While I'd like to wild surge more often, the fact that it doesn't consume anything from me to do it is a big plus.
It's a resource-management game, you get what you pay for.

The wildmage take on the Sorcerer can be made to work, in concept, for a few less specific concepts than draconic ancestry, but the specifics do leave it less wild than some players might be looking for, and significantly more so than other concepts might call for. Player agency isn't as big a concern in 5e as system-mastery-rewarding 3e, but other classes present more opportunity for it with less trouble.
All of these are elements of the 5e sorcerer.

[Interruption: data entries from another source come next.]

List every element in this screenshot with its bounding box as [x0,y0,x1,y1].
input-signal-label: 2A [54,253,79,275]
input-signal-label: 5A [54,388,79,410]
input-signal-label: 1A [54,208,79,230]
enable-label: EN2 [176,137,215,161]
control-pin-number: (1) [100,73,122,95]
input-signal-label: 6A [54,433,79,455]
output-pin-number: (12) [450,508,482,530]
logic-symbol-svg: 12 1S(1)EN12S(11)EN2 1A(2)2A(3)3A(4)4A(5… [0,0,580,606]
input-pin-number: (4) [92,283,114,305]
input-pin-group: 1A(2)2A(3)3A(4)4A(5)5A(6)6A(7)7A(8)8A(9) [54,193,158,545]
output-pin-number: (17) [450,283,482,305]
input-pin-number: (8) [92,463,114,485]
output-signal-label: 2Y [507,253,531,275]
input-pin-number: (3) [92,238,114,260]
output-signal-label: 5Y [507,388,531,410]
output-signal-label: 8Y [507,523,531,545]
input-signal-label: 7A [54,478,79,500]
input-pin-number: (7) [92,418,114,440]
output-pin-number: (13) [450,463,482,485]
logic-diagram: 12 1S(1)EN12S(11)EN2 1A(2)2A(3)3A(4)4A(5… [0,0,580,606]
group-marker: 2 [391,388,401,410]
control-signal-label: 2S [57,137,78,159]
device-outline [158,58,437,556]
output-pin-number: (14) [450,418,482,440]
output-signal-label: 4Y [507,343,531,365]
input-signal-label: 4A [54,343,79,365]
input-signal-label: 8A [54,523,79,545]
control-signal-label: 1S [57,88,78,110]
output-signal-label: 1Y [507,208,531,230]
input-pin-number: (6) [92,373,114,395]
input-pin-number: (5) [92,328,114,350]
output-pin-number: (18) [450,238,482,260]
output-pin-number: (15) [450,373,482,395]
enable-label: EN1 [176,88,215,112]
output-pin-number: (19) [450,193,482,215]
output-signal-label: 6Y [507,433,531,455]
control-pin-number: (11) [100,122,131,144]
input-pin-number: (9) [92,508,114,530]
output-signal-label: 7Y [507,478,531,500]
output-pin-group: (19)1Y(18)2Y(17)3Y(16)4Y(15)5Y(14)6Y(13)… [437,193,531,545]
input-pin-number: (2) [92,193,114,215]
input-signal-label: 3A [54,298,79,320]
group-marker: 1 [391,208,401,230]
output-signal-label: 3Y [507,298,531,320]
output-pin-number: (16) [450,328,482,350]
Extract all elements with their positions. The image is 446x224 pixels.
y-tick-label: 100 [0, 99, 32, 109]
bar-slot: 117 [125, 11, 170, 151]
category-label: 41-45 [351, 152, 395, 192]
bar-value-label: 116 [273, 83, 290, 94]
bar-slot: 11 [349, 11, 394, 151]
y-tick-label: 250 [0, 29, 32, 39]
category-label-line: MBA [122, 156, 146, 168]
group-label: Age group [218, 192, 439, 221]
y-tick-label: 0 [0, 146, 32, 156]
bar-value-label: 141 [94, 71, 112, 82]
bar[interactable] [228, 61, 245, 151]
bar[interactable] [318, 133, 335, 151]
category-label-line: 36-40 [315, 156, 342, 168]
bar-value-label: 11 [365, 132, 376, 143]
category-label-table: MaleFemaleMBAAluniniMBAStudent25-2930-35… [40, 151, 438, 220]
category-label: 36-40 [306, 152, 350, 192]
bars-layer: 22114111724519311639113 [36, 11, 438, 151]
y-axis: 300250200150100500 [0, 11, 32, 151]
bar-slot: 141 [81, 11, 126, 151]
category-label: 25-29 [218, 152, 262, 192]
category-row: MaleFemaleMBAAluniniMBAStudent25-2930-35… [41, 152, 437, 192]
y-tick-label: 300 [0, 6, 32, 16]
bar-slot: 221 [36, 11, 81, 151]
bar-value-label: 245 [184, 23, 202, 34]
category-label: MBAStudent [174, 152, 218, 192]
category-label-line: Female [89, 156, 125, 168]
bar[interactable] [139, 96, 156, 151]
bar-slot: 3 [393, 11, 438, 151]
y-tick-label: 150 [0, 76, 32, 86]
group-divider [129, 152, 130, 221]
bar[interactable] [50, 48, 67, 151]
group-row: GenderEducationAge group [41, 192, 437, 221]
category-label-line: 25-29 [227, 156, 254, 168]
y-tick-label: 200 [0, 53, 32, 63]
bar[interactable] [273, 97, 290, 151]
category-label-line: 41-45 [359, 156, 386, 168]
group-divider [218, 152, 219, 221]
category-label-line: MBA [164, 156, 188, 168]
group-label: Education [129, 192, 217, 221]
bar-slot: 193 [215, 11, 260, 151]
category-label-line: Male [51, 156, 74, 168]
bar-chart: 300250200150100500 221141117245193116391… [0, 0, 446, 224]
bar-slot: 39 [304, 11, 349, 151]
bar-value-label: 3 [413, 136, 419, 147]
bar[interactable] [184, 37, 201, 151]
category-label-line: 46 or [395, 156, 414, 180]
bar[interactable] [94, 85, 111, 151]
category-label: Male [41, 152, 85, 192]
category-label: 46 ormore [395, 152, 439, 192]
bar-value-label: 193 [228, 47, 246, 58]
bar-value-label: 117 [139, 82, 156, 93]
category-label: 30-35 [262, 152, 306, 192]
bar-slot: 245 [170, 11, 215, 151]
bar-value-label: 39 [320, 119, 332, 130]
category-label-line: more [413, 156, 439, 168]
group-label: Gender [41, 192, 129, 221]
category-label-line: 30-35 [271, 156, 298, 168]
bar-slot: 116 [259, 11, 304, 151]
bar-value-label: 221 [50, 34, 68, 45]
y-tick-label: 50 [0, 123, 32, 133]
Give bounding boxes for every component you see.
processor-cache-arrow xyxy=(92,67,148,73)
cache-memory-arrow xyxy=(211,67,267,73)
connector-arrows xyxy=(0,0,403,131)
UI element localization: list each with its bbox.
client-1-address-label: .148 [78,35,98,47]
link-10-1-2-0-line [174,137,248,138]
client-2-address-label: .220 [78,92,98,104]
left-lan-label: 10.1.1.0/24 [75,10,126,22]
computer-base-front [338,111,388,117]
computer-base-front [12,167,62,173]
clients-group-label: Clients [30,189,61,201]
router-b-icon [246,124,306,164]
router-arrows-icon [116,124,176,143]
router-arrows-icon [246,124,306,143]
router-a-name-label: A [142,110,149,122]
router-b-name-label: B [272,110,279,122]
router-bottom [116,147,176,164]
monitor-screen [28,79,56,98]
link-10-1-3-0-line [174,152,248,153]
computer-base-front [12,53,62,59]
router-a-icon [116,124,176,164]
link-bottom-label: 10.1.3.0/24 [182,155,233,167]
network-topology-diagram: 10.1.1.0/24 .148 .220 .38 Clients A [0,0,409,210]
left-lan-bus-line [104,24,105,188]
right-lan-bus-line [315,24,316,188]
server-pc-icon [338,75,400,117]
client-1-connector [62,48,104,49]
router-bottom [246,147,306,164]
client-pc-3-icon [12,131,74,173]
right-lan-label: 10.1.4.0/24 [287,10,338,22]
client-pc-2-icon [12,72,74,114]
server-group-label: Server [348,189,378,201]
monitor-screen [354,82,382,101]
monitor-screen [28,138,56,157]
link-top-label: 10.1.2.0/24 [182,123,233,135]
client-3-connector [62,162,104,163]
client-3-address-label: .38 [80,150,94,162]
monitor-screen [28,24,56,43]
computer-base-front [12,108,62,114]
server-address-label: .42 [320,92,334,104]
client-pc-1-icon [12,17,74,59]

Sure, a Draconic sorcerer could (or the player could at least RP), some uncertainty about his heritage, in spite of having an affinity for an element and being covered with draconic scales to the tune of better protection than leather armor. It might seem a bit forced, though.

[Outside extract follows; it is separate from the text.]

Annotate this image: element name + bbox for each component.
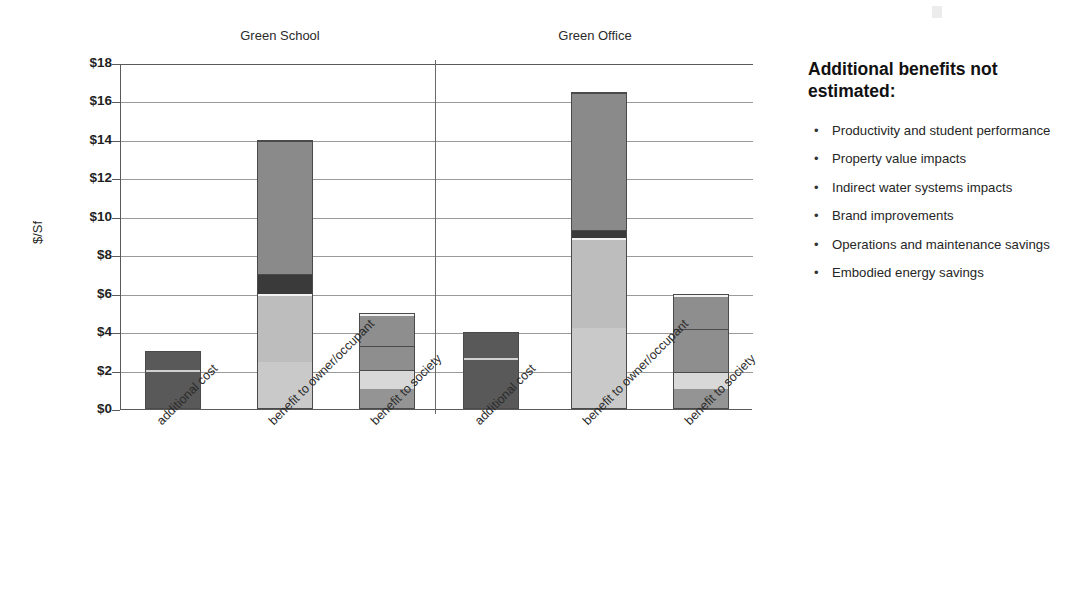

A third, less locked-in 'mystery' origin wouldn't have broken the class or ruined the game for anyone.
I think what we got was better than that, specifically because it isn't that, because that generic spellcaster is all sorts of bland.

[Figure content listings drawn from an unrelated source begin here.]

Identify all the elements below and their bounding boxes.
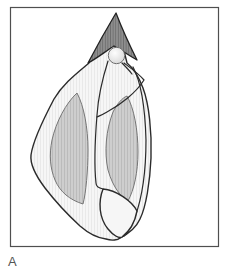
figure-panel: A: [0, 0, 227, 275]
apex-knob: [108, 47, 124, 63]
shell-illustration: A: [0, 0, 227, 275]
panel-label: A: [8, 254, 17, 269]
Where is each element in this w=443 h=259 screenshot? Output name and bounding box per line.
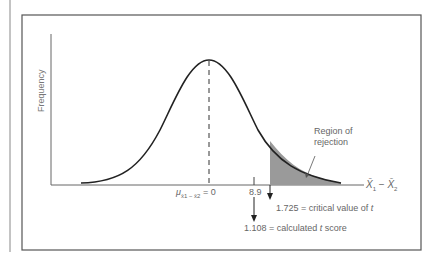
region-pointer-line: [307, 156, 315, 176]
arrowhead-icon: [251, 215, 257, 222]
chart-canvas: [0, 0, 443, 259]
region-of-rejection-label: Region of rejection: [314, 126, 353, 148]
x-axis-label: X̄1 − X̄2: [366, 180, 397, 192]
critical-value-label: 1.725 = critical value of t: [276, 204, 373, 213]
calculated-t-label: 1.108 = calculated t score: [244, 224, 347, 233]
y-axis-label: Frequency: [36, 69, 46, 112]
mean-label: μx̄1 − x̄2 = 0: [176, 188, 216, 199]
figure-frame: [22, 15, 421, 250]
tick-label-8-9: 8.9: [249, 188, 262, 197]
arrowhead-icon: [267, 193, 273, 200]
bell-curve: [81, 60, 341, 183]
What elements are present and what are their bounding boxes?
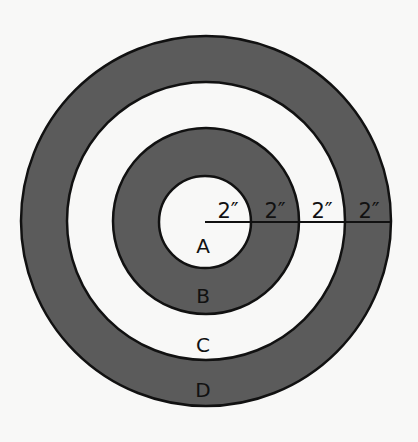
region-label-d: D	[195, 378, 210, 402]
region-label-a: A	[196, 234, 210, 258]
region-label-c: C	[196, 333, 210, 357]
segment-label-4: 2″	[358, 199, 379, 223]
target-diagram: 2″ 2″ 2″ 2″ A B C D	[0, 0, 418, 442]
segment-label-3: 2″	[311, 199, 332, 223]
segment-label-2: 2″	[264, 199, 285, 223]
segment-label-1: 2″	[217, 199, 238, 223]
region-label-b: B	[196, 284, 210, 308]
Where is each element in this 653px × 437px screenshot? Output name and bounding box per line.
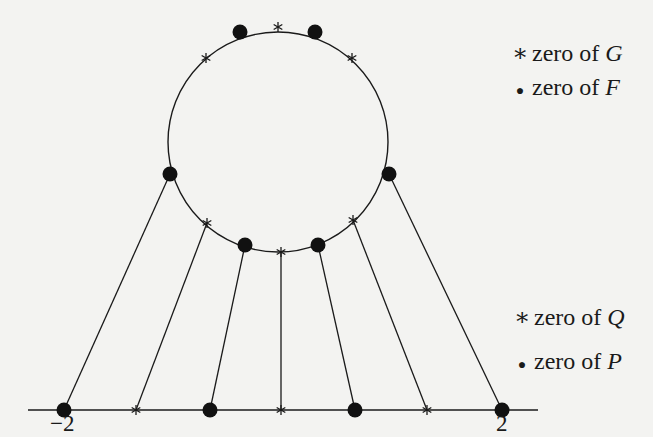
zero-f-dot-icon bbox=[311, 238, 326, 253]
legend-item-g: ∗zero of G bbox=[512, 36, 623, 70]
connector-lines bbox=[64, 174, 502, 410]
legend-top: ∗zero of G ●zero of F bbox=[512, 36, 623, 108]
zero-f-dot-icon bbox=[163, 167, 178, 182]
zero-p-dot-icon bbox=[348, 403, 363, 418]
connector-line bbox=[136, 223, 207, 410]
axis-label-two: 2 bbox=[496, 411, 508, 437]
legend-var: P bbox=[607, 348, 622, 374]
legend-var: G bbox=[605, 40, 622, 66]
legend-text: zero of bbox=[532, 40, 605, 66]
connector-line bbox=[353, 220, 427, 410]
star-icon: ∗ bbox=[514, 295, 530, 339]
connector-line bbox=[64, 174, 170, 410]
connector-line bbox=[210, 245, 245, 410]
zero-p-dot-icon bbox=[203, 403, 218, 418]
zero-f-dot-icon bbox=[238, 238, 253, 253]
legend-bottom: ∗zero of Q ●zero of P bbox=[514, 295, 625, 387]
connector-line bbox=[389, 174, 502, 410]
star-icon: ∗ bbox=[512, 36, 528, 70]
legend-text: zero of bbox=[532, 74, 605, 100]
legend-item-p: ●zero of P bbox=[514, 339, 625, 387]
dot-markers bbox=[57, 25, 510, 418]
legend-var: F bbox=[605, 74, 620, 100]
legend-text: zero of bbox=[534, 304, 607, 330]
legend-item-q: ∗zero of Q bbox=[514, 295, 625, 339]
zero-f-dot-icon bbox=[308, 25, 323, 40]
zero-f-dot-icon bbox=[382, 167, 397, 182]
dot-icon: ● bbox=[512, 74, 528, 108]
dot-icon: ● bbox=[514, 343, 530, 387]
zero-f-dot-icon bbox=[233, 25, 248, 40]
legend-var: Q bbox=[607, 304, 624, 330]
legend-text: zero of bbox=[534, 348, 607, 374]
legend-item-f: ●zero of F bbox=[512, 70, 623, 108]
connector-line bbox=[318, 245, 355, 410]
axis-label-minus-two: −2 bbox=[50, 411, 74, 437]
zero-g-star-icon bbox=[274, 22, 283, 32]
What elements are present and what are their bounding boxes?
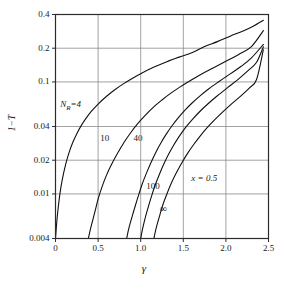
- curve-N_R=4: [56, 20, 264, 238]
- curve-100: [141, 47, 264, 239]
- tick-marks: [52, 15, 269, 243]
- gridlines: [56, 15, 269, 239]
- plot-area: [0, 0, 288, 286]
- curves: [56, 20, 264, 238]
- curve-10: [88, 31, 263, 239]
- chart-figure: 1−T γ 0.40.20.10.040.020.010.004 00.51.0…: [0, 0, 288, 286]
- curve-infinity: [154, 50, 263, 239]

There are plenty of non-bland arcane caster options, the existence of one more customizable one would take nothing away from them. There's no need for this assumption of exclusivity.
A sorcerer that channels magical energy through a weapon, or who fights with a mix of a weapon and magic, is yet another thing that sorcery should be able to do well, because it fits their narrative theme, but warlocks do much better.
Well, warlocks - and valor bards and EKs/ATs and magic clerics and bladesinger wizards if we want to go there.
I think, after giving everyone spontaneous casting, the designers were stuck with a basically redundant sorcerer. Rather than just tossing it as unnecessary, and loosening up another class's (warlock or wizard, I suppose) fluff-mechanics interlock to open up the same sorts of concepts, now that there wasn't a meaningful mechanical differentiation to go with it, they made metamagic (which, formerly, any caster could use, but many didn't, because it's really not that big a deal) sorcerer-exclusive and screwed down one 3e bloodline and the 2e/4e wild/chaos magic idea to the only possible sorcerers in an effort to justify having a class of that name.
I suppose they did better with it than with the ranger. And it seems like it'd be fixable - the best (recognizably D&D) fix might well be to return most casters to the more restrictive traditional Vancian casting.
BTW, "doesn't require components" is not a psionics-specific thing. If it did, Medusas and especially Beholders would be psionic, not magical. Historically, the difference between psionics and magic was primarily about the power source. Psionics is fueled entirely by yourself (effects tend to be low-energy; no AoE Fireballs, and psionic telekinesis is more likely to lift a few pounds than a thousand-pound boulder) whereas magic is fueled by an external energy source. Thus, there is no such thing as an "anti-psionics field" but there are anti-magic fields. You can't cut someone off from their self.
Medusa isn't a class or de-facto 'source' like arcanists or psionics. (And psionics has gone back and forth on being not-magic or magic.)
'No components' would be pushing it, I think, but fewer components or only one component at a time might work, possibly even flexibly. For instance, a clueless sorcerous prodigy might use his 'magic feather' but when he finally looses it, do magic by gesture instead, when he's tied up and trying to use magic, arcane phrases come to his struggling mind. It'd be the kind of inconsistent, intuitive, unpredictable magic use that drives wizards crazy.